This story is part of a series, “Fighting ‘Forever Chemicals’: Women face pervasive PFAS risks.” Loreen Hackett suffered two bouts of cancer before she turned 50. Cancerous cells were discovered in her cervix when she was in her 20s, leading her to undergo a hysterectomy when she was just 28. Less than two decades later,...

This story is part of a series, “Fighting ‘Forever Chemicals’: Women face pervasive PFAS risks.”

Loreen Hackett suffered two bouts of cancer before she turned 50. Cancerous cells were discovered in her cervix when she was in her 20s, leading her to undergo a hysterectomy when she was just 28. Less than two decades later, she was diagnosed again — this time with breast cancer.

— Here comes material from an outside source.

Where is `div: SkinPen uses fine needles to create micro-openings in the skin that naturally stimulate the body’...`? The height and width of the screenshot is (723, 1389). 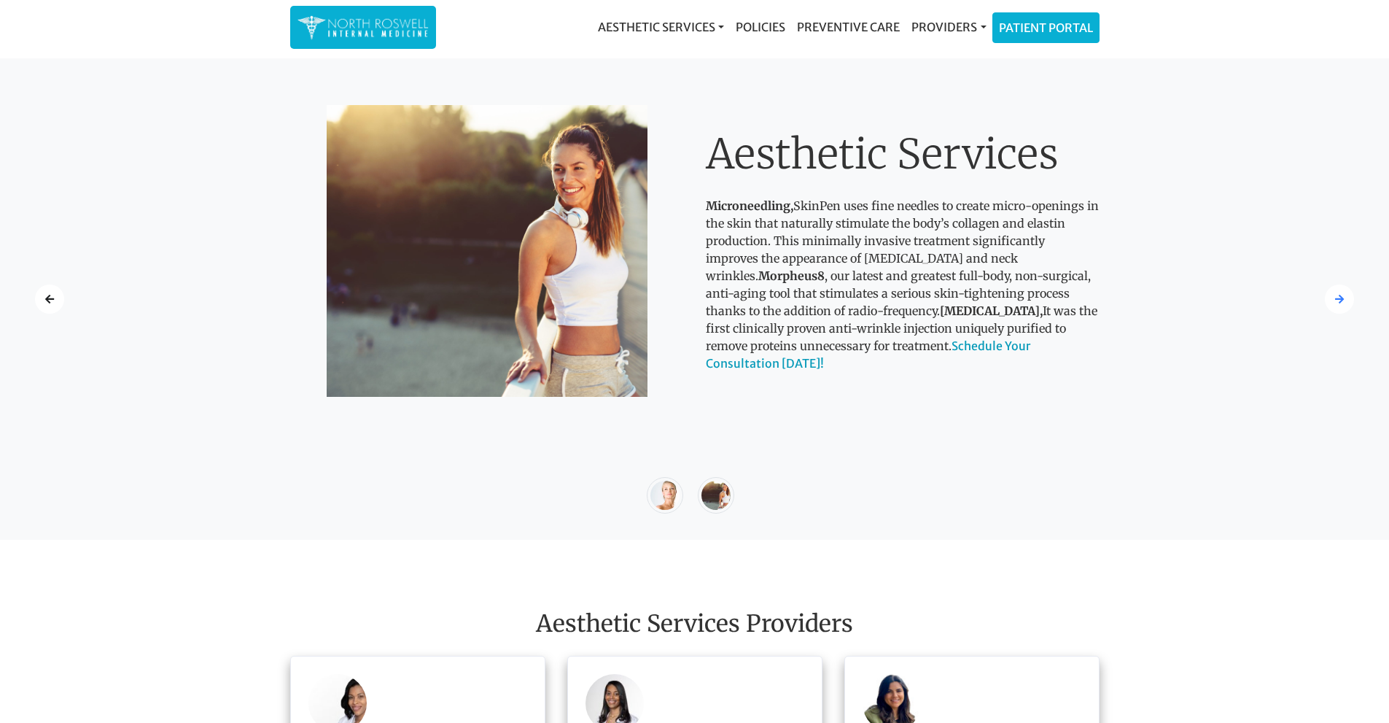
div: SkinPen uses fine needles to create micro-openings in the skin that naturally stimulate the body’... is located at coordinates (903, 250).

Hackett, a longtime activist, said she now believes both her cancers were connected to “forever chemicals” contamination in the drinking water in Hoosick Falls, N.Y., where she has lived for most of her life and where state agencies detected problematic levels of a certain type of the compounds, known as PFOA, in the community’s groundwater supplies and private wells in 2016.

Scientists are researching the possibility of such a link between exposure to the substances, known as PFAS, and breast and gynecological cancers — though they have yet to find a definitive connection.

PFAS, which stands for per- and polyfluoroalkyl substances, are a class of chemicals found in a range of consumer products such as Teflon pans, waterproof apparel, cosmetics and stain removers. They have become pervasive in the air, water and soil due to their use in manufacturing, and are estimated to be in the blood of about 97 percent of Americans. 

Scientists have found evidence connecting numerous cancers — including testicular cancer — and other adverse health outcomes to PFAS exposure, and more findings on the issue are rapidly emerging. Establishing these links can be complicated, however.

The search for connections

“Most cancers take years to develop, and may have developmental origins that we do not clearly understand,” said Suzanne Fenton, who at the time was a group leader in the Mechanistic Toxicology Branch of the National Toxicology Program at the National Institutes of Health.  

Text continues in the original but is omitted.